Three-term minister Chandrima Bhattacharya, while presenting her first budget in the Bengal Assembly on Friday could not hide behind economic jargon that helped one of her illustrious predecessors steer clear of being quizzed during the Left Front rule _ former Bengal finance minister Asim Dasgupta’s zero-deficit budgets had drawn ridicule from economic pundits as well as those familiar with the machinations of running an economy like the late President Pranab Mukherjee.
On Friday, the figures revealed in Bengal's budget for the 2022-23 fiscal make it amply clear that there is an increase in the revenue deficit. In other words, the state is earning less and spending more.
In the budget estimates for the 2021-22 fiscal, the state finance department had marked Rs 26,755.26 crore as revenue deficit. The revised budget (which is supposed to present the actual figure) shows the revenue deficit as having shot up to Rs 32,963.60 crore, though both chief minister Mamata Banerjee and her chief financial adviser Amit Mitra, who till last November held the finance portfolio, patted their backs over the performance.
“The revenue deficit earlier was 3.75 per cent, we have brought it down to 1.65 per cent. When we came to power in 2011, debt per GDP ratio was 40.65 per cent, now it stands at 34.23 per cent. No other state has been able to achieve that,” said Mitra, joining the chief minister virtually.
To Mitra’s reasoning, Mamata added, “The Centre’s revenue deficit is more than seven per cent.”
For the next fiscal, the revenue deficit has been pegged at Rs 28,279.68 crore.
Sources said the state’s actual revenue deficit could be even higher since data collection for preparing the budget is usually completed by end of November or December, thus the last months are not incorporated.

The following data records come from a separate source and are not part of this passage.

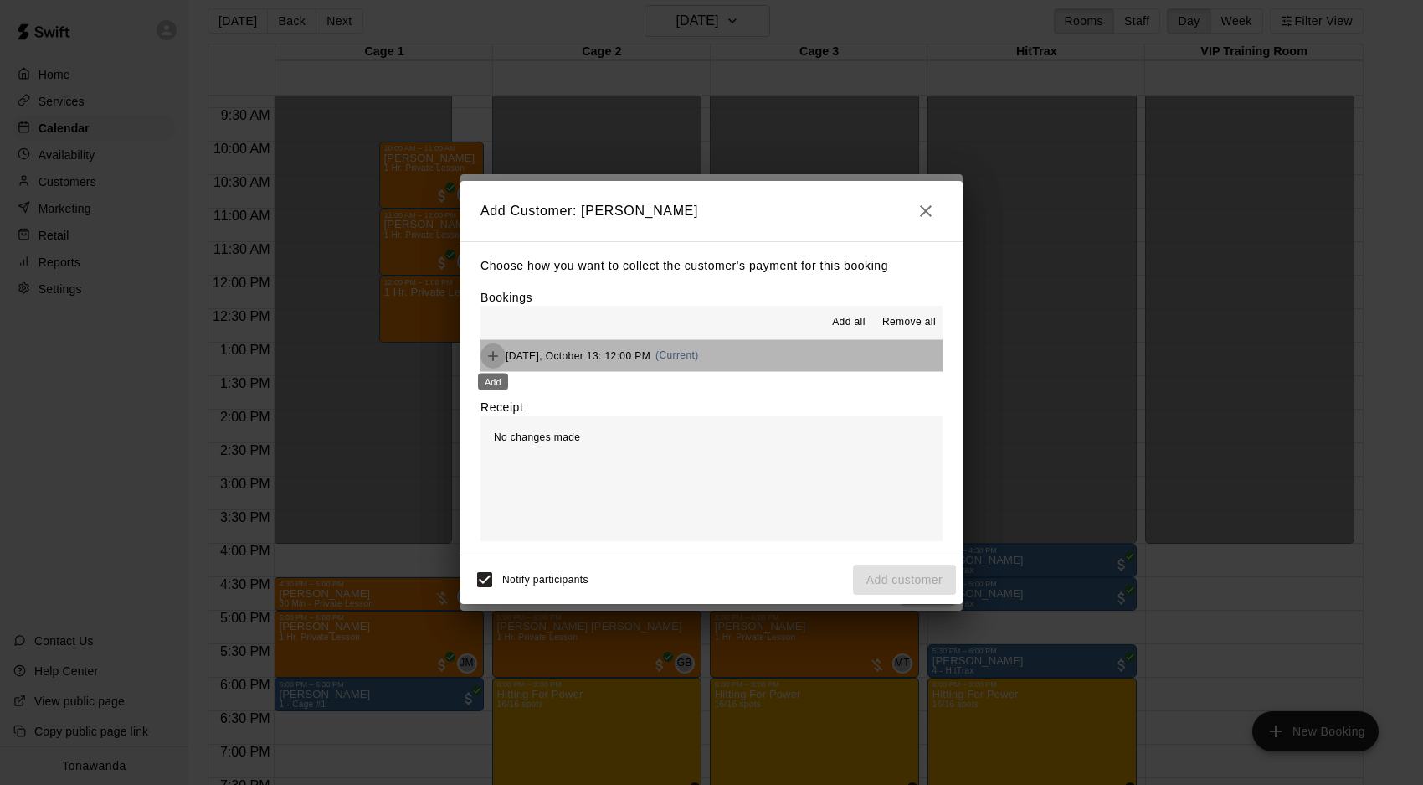  What do you see at coordinates (909, 322) in the screenshot?
I see `button: Remove all` at bounding box center [909, 322].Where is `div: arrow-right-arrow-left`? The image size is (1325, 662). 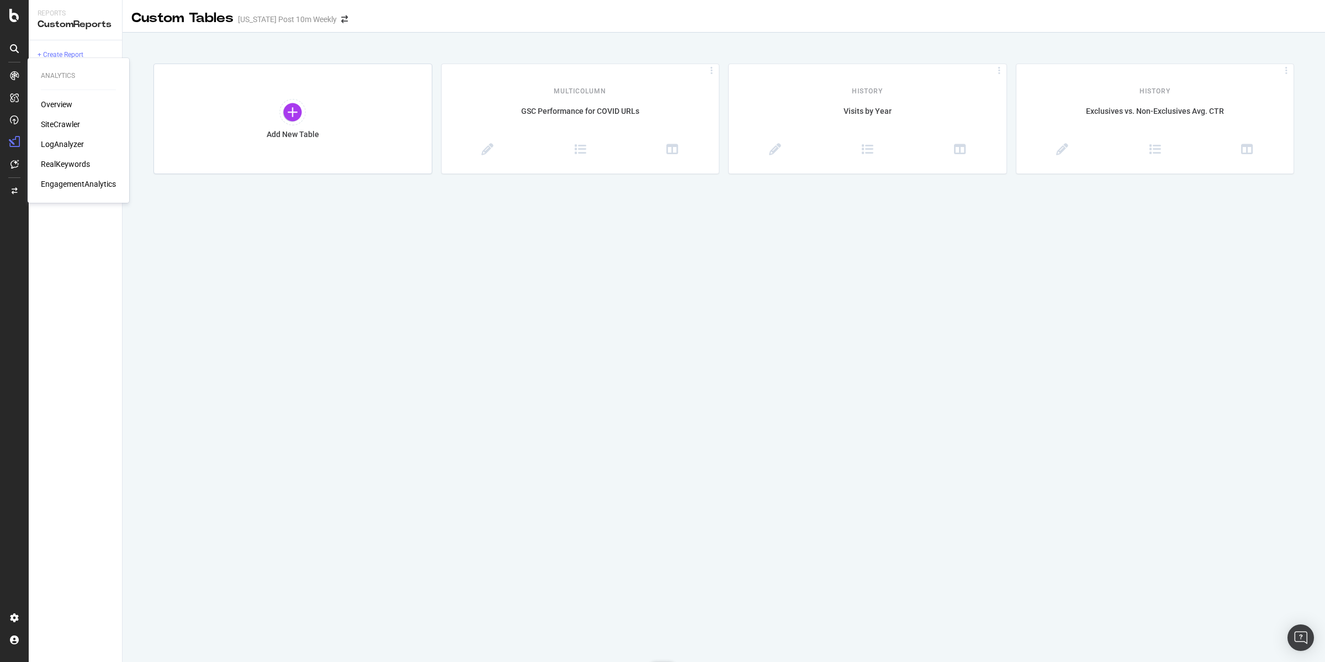
div: arrow-right-arrow-left is located at coordinates (345, 19).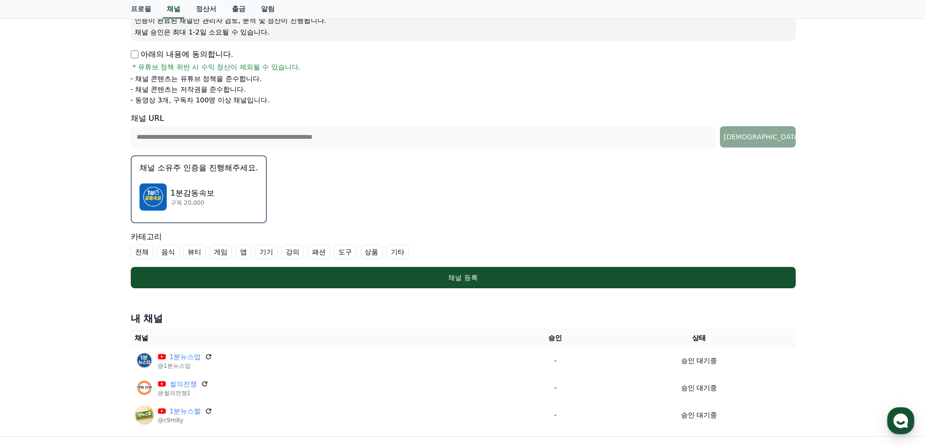 The image size is (926, 446). I want to click on p: 채널 소유주 인증을 진행해주세요., so click(199, 168).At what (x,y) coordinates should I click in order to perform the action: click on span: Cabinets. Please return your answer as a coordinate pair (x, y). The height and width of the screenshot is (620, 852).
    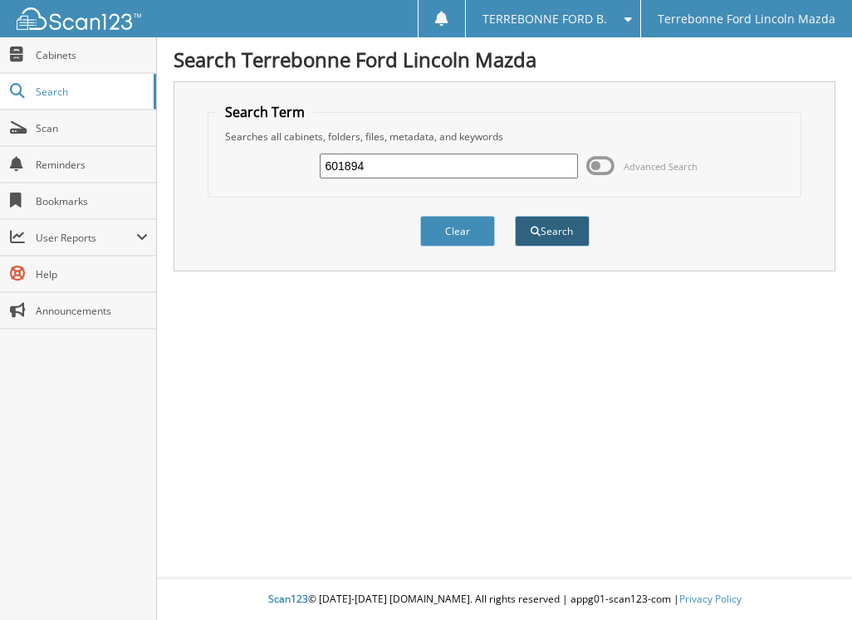
    Looking at the image, I should click on (91, 55).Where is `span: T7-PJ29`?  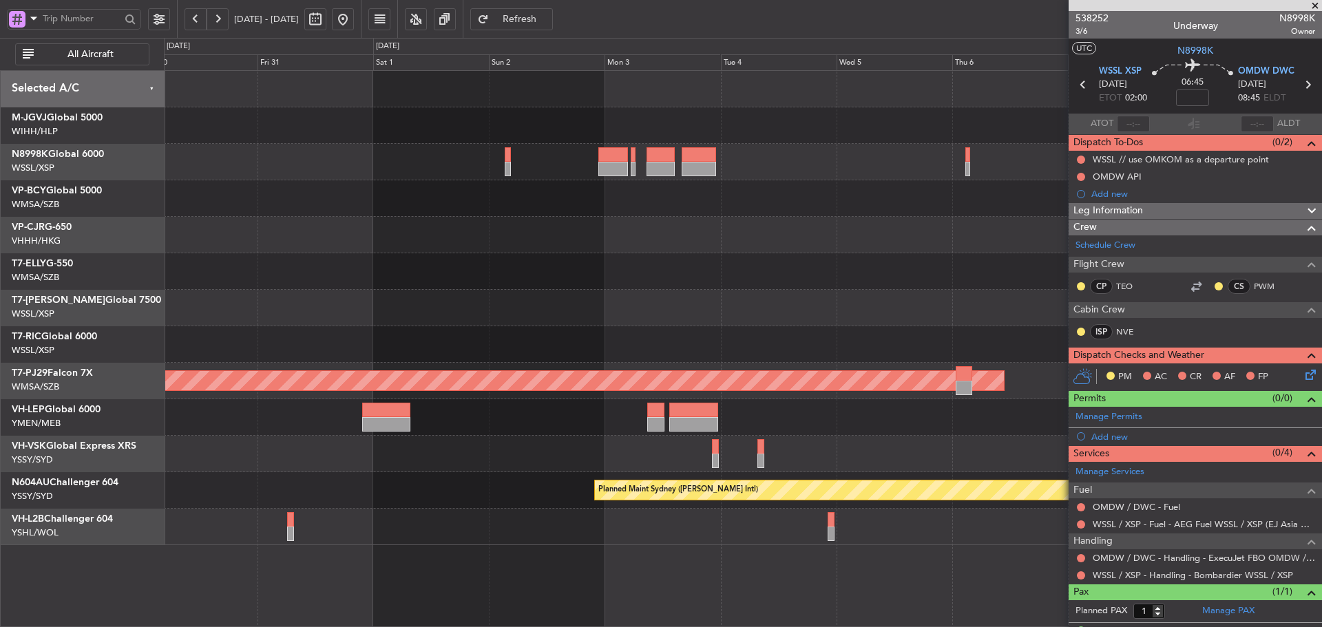 span: T7-PJ29 is located at coordinates (30, 373).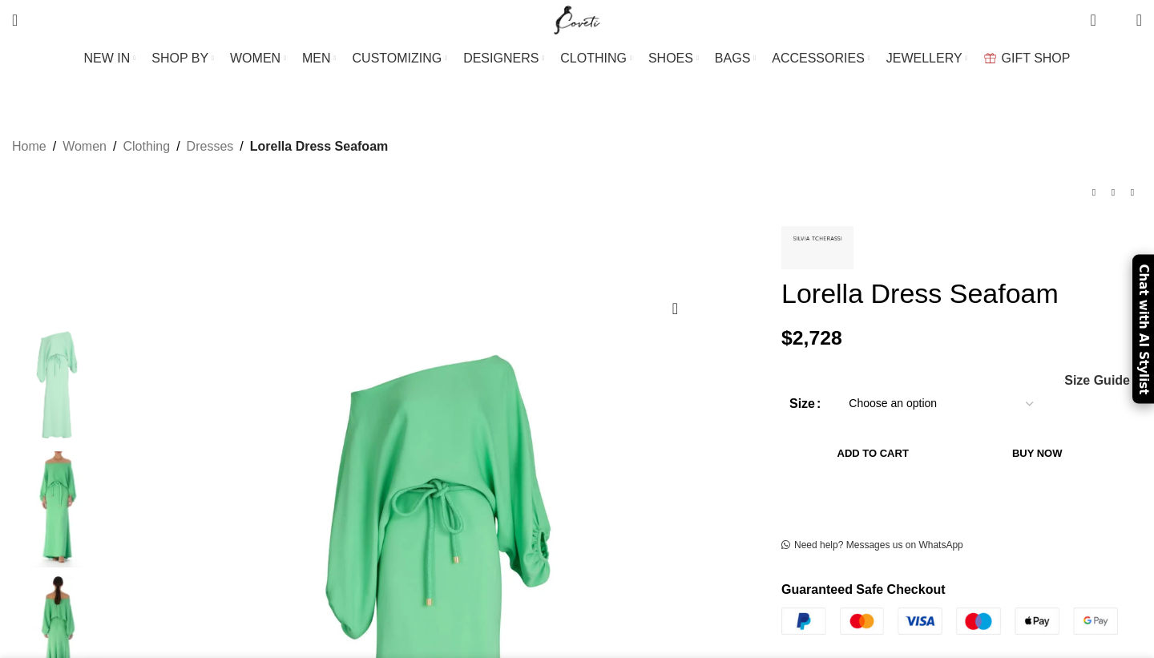 The height and width of the screenshot is (658, 1154). What do you see at coordinates (1097, 381) in the screenshot?
I see `a: Size Guide` at bounding box center [1097, 381]. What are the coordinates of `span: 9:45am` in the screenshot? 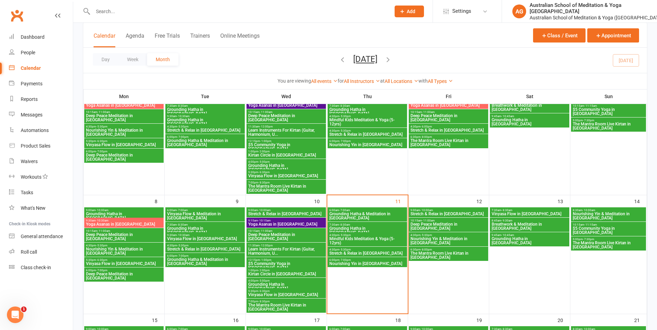 It's located at (529, 116).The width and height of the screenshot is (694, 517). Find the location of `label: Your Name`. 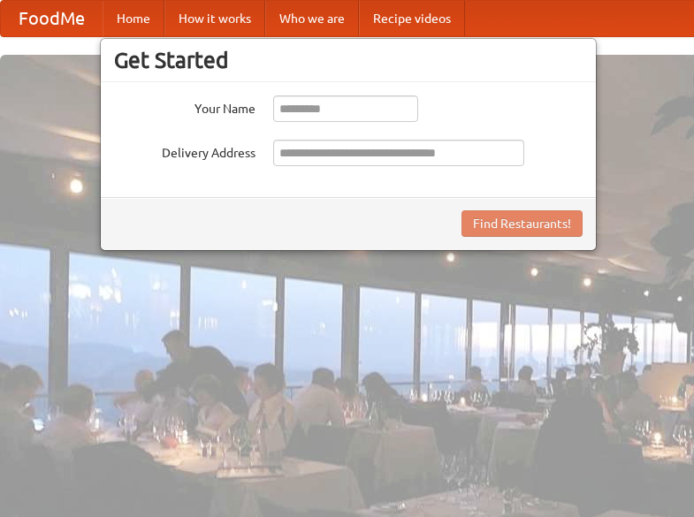

label: Your Name is located at coordinates (185, 106).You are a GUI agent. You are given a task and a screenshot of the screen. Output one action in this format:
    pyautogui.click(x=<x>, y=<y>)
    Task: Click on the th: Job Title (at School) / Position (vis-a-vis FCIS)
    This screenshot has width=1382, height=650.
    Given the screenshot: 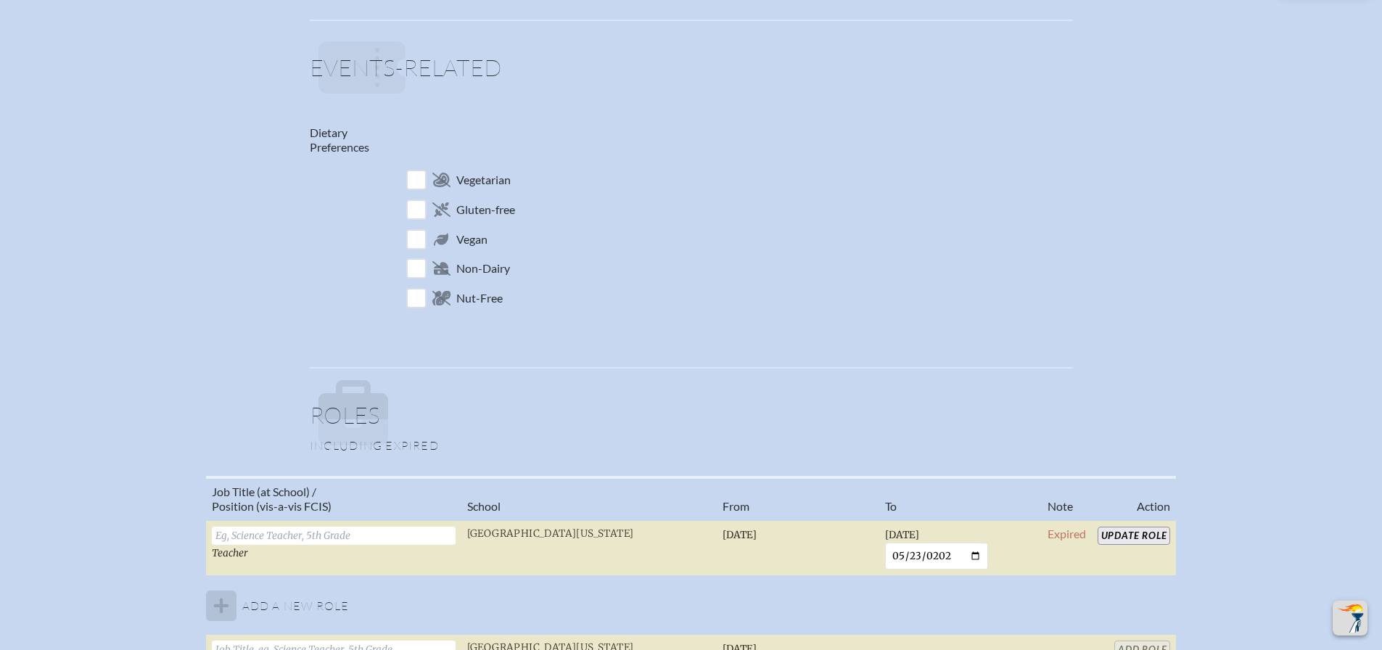 What is the action you would take?
    pyautogui.click(x=334, y=498)
    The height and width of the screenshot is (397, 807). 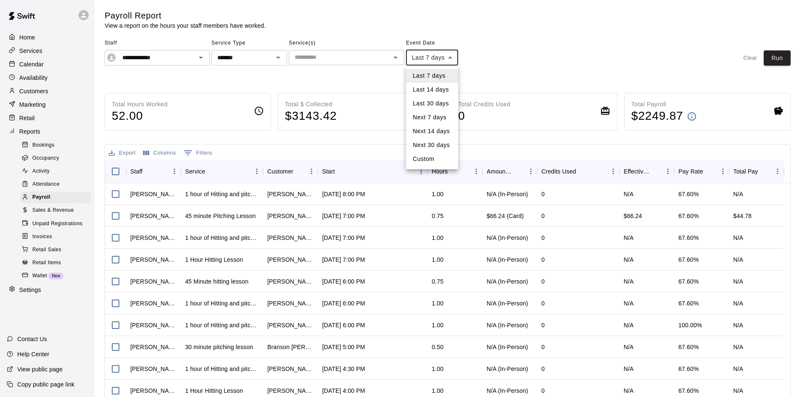 What do you see at coordinates (432, 117) in the screenshot?
I see `li: Next 7 days` at bounding box center [432, 117].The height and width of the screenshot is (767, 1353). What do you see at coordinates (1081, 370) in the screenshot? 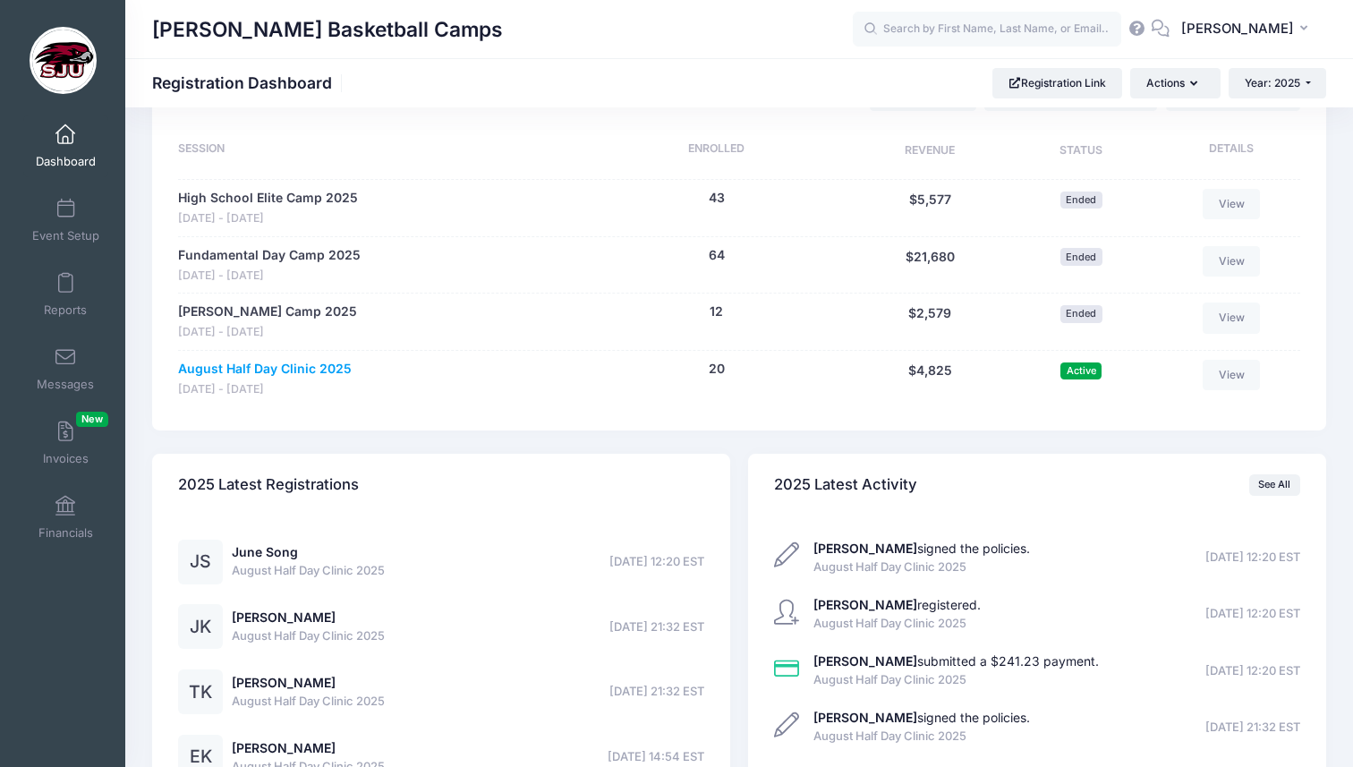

Chandrima’s debut budget speech was not beamed live on television news channels. The Opposition BJP walked out of the budget speech, claiming the state had renamed central projects and was "spewing lies".
“First tell them (the BJP government at the Centre) to give us the Rs 90,000 crore that they still owe us,” Mamata thundered. “The Centre has Reserve Bank of India, it can print notes. We don’t have those powers.”
Despite the chief minister and her chief financial adviser’s claims on the Centre not paying dues on GST collections and relief packages for the back-to-back cyclones in 2020 and 2021, the budget figures tell a different story.
In the budget estimate for the current fiscal, the contribution from state’s share of Union taxes and duties was tipped to be Rs 50,070.29 crore. In the actual budget, the state has received Rs 55,940.29 crore, which is more than Rs 5,500crore.
What will remain a constant source of worry for officials of Bengal's finance department is the rising debt of the state which is expected to be at Rs 5,86,438.05 crore at the end of the next fiscal.
Despite the empty coffers, Mamata has made it clear that her strategy of handing out doles to different sections of the people will continue. “There is no sector for which we are not working. In toto, budget allocations have been increased 3.8 times since we first came to power,” Mamata said.
For example, the state government will be spending Rs 10,000 crore on its Lakshmir Bhandar scheme, which is seen as one of the major reasons behind Mamata’s landslide victory in the 2021 Assembly elections. Another Rs 9,000 crore is being spent on social pensions to more than 70 lakh beneficiaries annually.
Opposition leaders weren't convinced with the government's reasoning. "This government always draws comparison with 2010-11, and not with the previous years as is usually done in a budget. If they go back 30 or 40 years they will see what shape Bengal was in and where it took it in 34 years," said Sujan Chakraborty, CPM central committee member.
Leader of Opposition Suvendu Adhikary said their MLAs tried to hear the budget for 15 minutes. "Every word is a lie. Central projects have been renamed and they are passing it off as their own schemes," he claimed.